Page 28 of Sunrise By the Sea

Marisa started to lean in to the rhythms of her grandmother’s life. She rose early, even with the one-hour time difference, and was always dressed and busy before Marisa hit her first coffee of the day. She took her old much battered shopping trolley out into the blinding sunshine of the Imperia morning, headed down to the market at the old port to discuss fish and fruit with the sellers, and came back and started preparing herself a little lunch – fresh sardines, perhaps, and salad, while Marisa toasted herself yet another sandwich. Then Nonna would take her siesta and wake at five, ready for a chat, just as Marisa was winding down her day, and Marisa would go to bed long before her grandmother, who would play her old opera records; a more comforting kind of music, and so quiet as to be practically imperceptible.

It was surprisingly companionable. Not, of course, that either of them would admit, in a million years, over a thousand miles, and two generations, that they were . . . lonely.

Eventually, in the evening, hernonnastarted squinting at Marisa’s television and demanding that Marisa put on the Italian subtitles to whatever she was watching, and even when Marisa suggested that she could get Netflix herself and watch alongside, she shook her head at that completely outlandish suggestion and preferred to squint through the bad camera on Marisa’s laptop and watch that way, so Marisa would stick the laptop next to her on the sofa, feeling slightly ridiculous, as if she had a robot friend, and they would watch together.

The noisy music had stopped at night. Now she never heard him play at all, only his students throughout the day, and some growled phone calls. Apart from that, nothing.

Marisa felt terrible about this. It wasn’t fair. They should have found a time when he could play and she would just put up with it.

‘Well, you discuss it, you build a compromise,’ Nonna pointed out, but of course saying things was easier than doing them, and Marisa couldn’t bear to make the first move.

‘No more notes,’ said Anita, at their next session. ‘But you got out?’

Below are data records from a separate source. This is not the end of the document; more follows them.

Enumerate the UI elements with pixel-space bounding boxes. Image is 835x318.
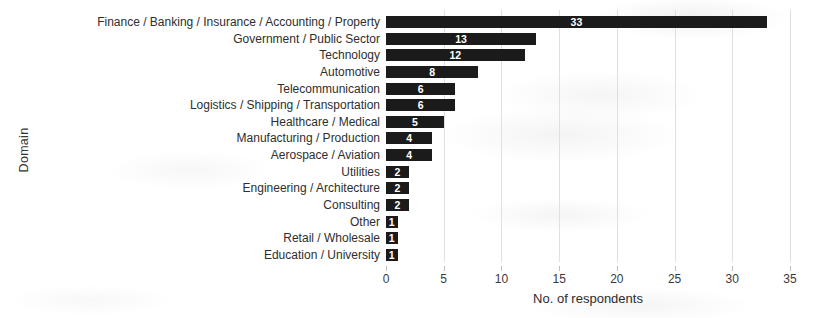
bar-row: Healthcare / Medical5 <box>0 116 444 128</box>
x-tick-label: 35 <box>783 272 796 286</box>
category-label: Healthcare / Medical <box>0 116 380 128</box>
bar-value-label: 33 <box>571 16 583 28</box>
gridline <box>444 10 445 262</box>
category-label: Aerospace / Aviation <box>0 149 380 161</box>
category-label: Technology <box>0 49 380 61</box>
bar-value-label: 2 <box>395 166 401 178</box>
bar: 2 <box>386 166 409 178</box>
bar-value-label: 8 <box>429 66 435 78</box>
bar-row: Manufacturing / Production4 <box>0 132 432 144</box>
bar: 2 <box>386 182 409 194</box>
bar: 4 <box>386 149 432 161</box>
x-tick-mark <box>790 266 791 271</box>
bar-row: Aerospace / Aviation4 <box>0 149 432 161</box>
gridline <box>675 10 676 262</box>
bar-value-label: 1 <box>389 249 395 261</box>
bar-row: Utilities2 <box>0 166 409 178</box>
bar: 13 <box>386 33 536 45</box>
category-label: Other <box>0 216 380 228</box>
bar: 33 <box>386 16 767 28</box>
bar: 12 <box>386 49 525 61</box>
bar-value-label: 13 <box>455 33 467 45</box>
x-tick-mark <box>617 266 618 271</box>
bar-row: Finance / Banking / Insurance / Accounti… <box>0 16 767 28</box>
bar-row: Automotive8 <box>0 66 478 78</box>
x-tick-mark <box>732 266 733 271</box>
bar: 2 <box>386 199 409 211</box>
category-label: Education / University <box>0 249 380 261</box>
category-label: Engineering / Architecture <box>0 182 380 194</box>
bar: 8 <box>386 66 478 78</box>
bar: 1 <box>386 249 398 261</box>
bar-row: Government / Public Sector13 <box>0 33 536 45</box>
gridline <box>559 10 560 262</box>
bar: 1 <box>386 216 398 228</box>
bar: 1 <box>386 232 398 244</box>
category-label: Retail / Wholesale <box>0 232 380 244</box>
bar-value-label: 4 <box>406 149 412 161</box>
category-label: Logistics / Shipping / Transportation <box>0 99 380 111</box>
bar-value-label: 5 <box>412 116 418 128</box>
bar-value-label: 2 <box>395 182 401 194</box>
x-tick-mark <box>386 266 387 271</box>
gridline <box>790 10 791 262</box>
bar: 6 <box>386 83 455 95</box>
bar-row: Education / University1 <box>0 249 398 261</box>
bar-value-label: 12 <box>449 49 461 61</box>
bar-row: Logistics / Shipping / Transportation6 <box>0 99 455 111</box>
bar-value-label: 6 <box>418 99 424 111</box>
x-axis-title: No. of respondents <box>386 291 790 306</box>
category-label: Government / Public Sector <box>0 33 380 45</box>
x-tick-mark <box>444 266 445 271</box>
x-tick-mark <box>501 266 502 271</box>
x-tick-mark <box>559 266 560 271</box>
bar-chart-figure: Domain Finance / Banking / Insurance / A… <box>0 0 835 318</box>
category-label: Telecommunication <box>0 83 380 95</box>
gridline <box>501 10 502 262</box>
bar-row: Retail / Wholesale1 <box>0 232 398 244</box>
bar-row: Engineering / Architecture2 <box>0 182 409 194</box>
x-tick-label: 25 <box>668 272 681 286</box>
x-tick-label: 15 <box>552 272 565 286</box>
category-label: Consulting <box>0 199 380 211</box>
x-tick-label: 30 <box>726 272 739 286</box>
bar-value-label: 4 <box>406 132 412 144</box>
bar-row: Telecommunication6 <box>0 83 455 95</box>
category-label: Utilities <box>0 166 380 178</box>
bar: 5 <box>386 116 444 128</box>
x-tick-label: 0 <box>383 272 390 286</box>
x-tick-label: 10 <box>495 272 508 286</box>
bar-value-label: 1 <box>389 216 395 228</box>
x-tick-label: 5 <box>440 272 447 286</box>
x-tick-label: 20 <box>610 272 623 286</box>
category-label: Finance / Banking / Insurance / Accounti… <box>0 16 380 28</box>
bar-value-label: 2 <box>395 199 401 211</box>
category-label: Manufacturing / Production <box>0 132 380 144</box>
bar-row: Consulting2 <box>0 199 409 211</box>
bar: 4 <box>386 132 432 144</box>
bar: 6 <box>386 99 455 111</box>
category-label: Automotive <box>0 66 380 78</box>
bar-row: Technology12 <box>0 49 525 61</box>
gridline <box>617 10 618 262</box>
bar-value-label: 6 <box>418 83 424 95</box>
gridline <box>732 10 733 262</box>
bar-row: Other1 <box>0 216 398 228</box>
x-tick-mark <box>675 266 676 271</box>
bar-value-label: 1 <box>389 232 395 244</box>
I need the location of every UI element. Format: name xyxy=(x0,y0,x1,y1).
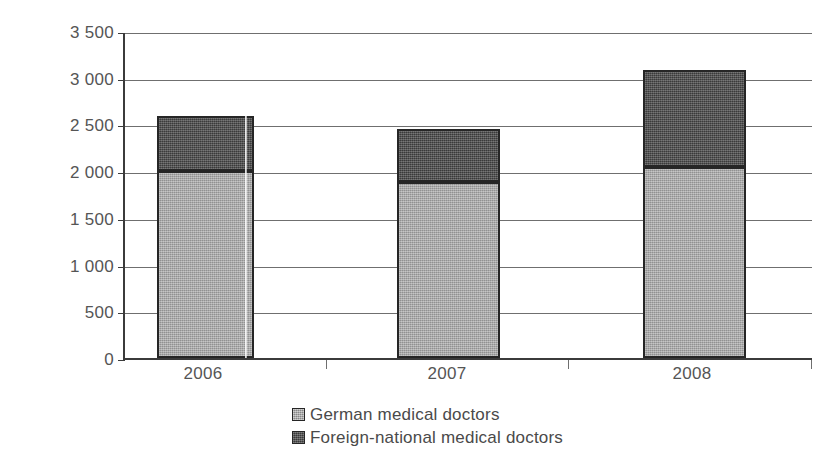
legend-label-foreign-national: Foreign-national medical doctors xyxy=(310,428,563,448)
y-axis-tick xyxy=(118,80,125,81)
y-axis-tick-label: 500 xyxy=(8,303,114,323)
bar-group-2006 xyxy=(157,116,254,358)
x-axis-category-label-2006: 2006 xyxy=(133,364,273,384)
bar-group-2007 xyxy=(397,129,500,358)
y-axis-tick-label: 3 000 xyxy=(8,70,114,90)
bar-group-2008 xyxy=(643,70,746,358)
plot-area xyxy=(123,33,812,360)
legend-item-german: German medical doctors xyxy=(292,403,752,426)
y-axis-tick xyxy=(118,267,125,268)
chart-legend: German medical doctors Foreign-national … xyxy=(292,403,752,449)
bar-segment-foreign-2008 xyxy=(643,70,746,168)
y-axis-tick-label: 2 000 xyxy=(8,163,114,183)
bar-segment-foreign-2006 xyxy=(157,116,254,171)
legend-item-foreign-national: Foreign-national medical doctors xyxy=(292,426,752,449)
y-axis-tick xyxy=(118,173,125,174)
x-axis-tick xyxy=(811,360,812,369)
y-axis-tick-label: 0 xyxy=(8,350,114,370)
y-axis-tick-label: 1 000 xyxy=(8,257,114,277)
legend-label-german: German medical doctors xyxy=(310,405,500,425)
bar-segment-foreign-2007 xyxy=(397,129,500,182)
y-axis-tick-label: 1 500 xyxy=(8,210,114,230)
y-axis-tick xyxy=(118,313,125,314)
y-axis-tick-label: 2 500 xyxy=(8,116,114,136)
x-axis-category-label-2008: 2008 xyxy=(622,364,762,384)
y-axis-tick xyxy=(118,220,125,221)
bar-segment-german-2008 xyxy=(643,167,746,358)
x-axis-tick xyxy=(568,360,569,369)
bar-segment-german-2006 xyxy=(157,171,254,358)
y-axis-tick-label: 3 500 xyxy=(8,23,114,43)
bar-segment-german-2007 xyxy=(397,182,500,358)
x-axis-category-label-2007: 2007 xyxy=(377,364,517,384)
x-axis-tick xyxy=(326,360,327,369)
stacked-bar-chart: 3 500 3 000 2 500 2 000 1 500 1 000 500 … xyxy=(0,0,822,466)
legend-swatch-dark-gray-icon xyxy=(292,431,305,444)
y-axis-tick xyxy=(118,360,125,361)
y-axis-tick xyxy=(118,33,125,34)
y-axis-tick xyxy=(118,126,125,127)
legend-swatch-light-gray-icon xyxy=(292,408,305,421)
gridline-3500 xyxy=(125,33,812,34)
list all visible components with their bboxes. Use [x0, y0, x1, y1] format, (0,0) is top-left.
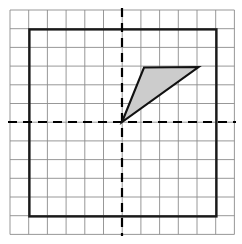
figure-container	[0, 0, 242, 244]
coordinate-grid-figure	[0, 0, 242, 244]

‘I stood on the steps! For a bit.’

‘Okay. Bottom of the steps next week. And, ideally, a sensible conversation with your next-door neighbour, but I realise that’s a lot to ask.’

‘Uh-huh.’

‘How did it feel, when you went out?’

Marisa thought about it.

‘You know that filmBeetlejuice? The really old one.’

‘Where Winona Ryder has really cool hair?’

‘Reallycool hair.’

Both Anita and Marisa were pleased that, for once, they appeared to have landed on something they both agreed upon.

‘Well. That’s what it’s like,’ said Marisa more quietly.

‘Stripy ghosts?’

‘No . . . you know. When she tries to leave the house. The mother.’

‘Geena Davis! God, she was gorgeous. What happened to her?’

‘That’s not really the—’

‘Do you remember Brad Pitt inThelma and Louise?’

They both went quiet for a moment.

‘Cor,’ said Marisa at the memory.

‘I mean, I don’t care how old he is.’

‘Why isn’theliving next door?’

They both smiled rather soppily at each other.

‘Sorry,’ said Anita, snapping out of it and becoming professional again.

‘No, don’t worry. I think thinking about Brad Pitt might be the best therapy I’ve ever had.’